All research outputs
#7,208,754
of 22,958,253 outputs
Outputs from Journal of NeuroEngineering and Rehabilitation
#457
of 1,287 outputs
Outputs of similar age
#116,909
of 312,053 outputs
Outputs of similar age from Journal of NeuroEngineering and Rehabilitation
#11
of 16 outputs
Altmetric has tracked 22,958,253 research outputs across all sources so far. This one has received more attention than most of these and is in the 68th percentile.
So far Altmetric has tracked 1,287 research outputs from this source. They typically receive a little more attention than average, with a mean Attention Score of 6.9. This one has gotten more attention than average, scoring higher than 63% of its peers.
Older research outputs will score higher simply because they've had more time to accumulate mentions.

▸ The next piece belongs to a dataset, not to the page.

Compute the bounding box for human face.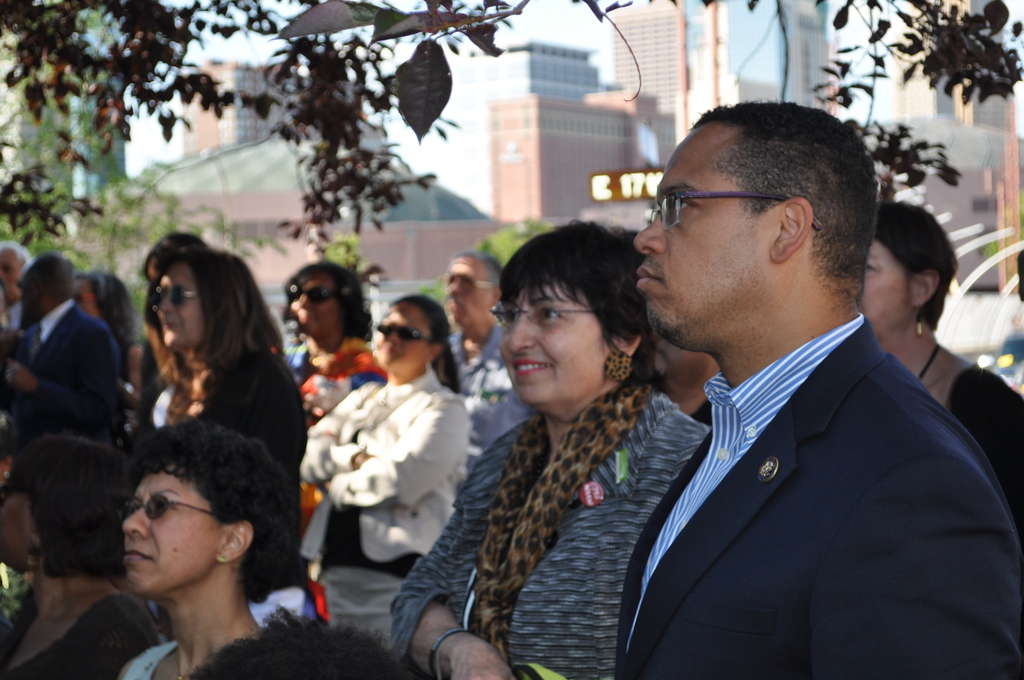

To account for age we can compare this Altmetric Attention Score to the 312,053 tracked outputs that were published within six weeks on either side of this one in any source. This one has gotten more attention than average, scoring higher than 62% of its contemporaries.
We're also able to compare this research output to 16 others from the same source and published within six weeks on either side of this one. This one is in the 31st percentile – i.e., 31% of its contemporaries scored the same or lower than it.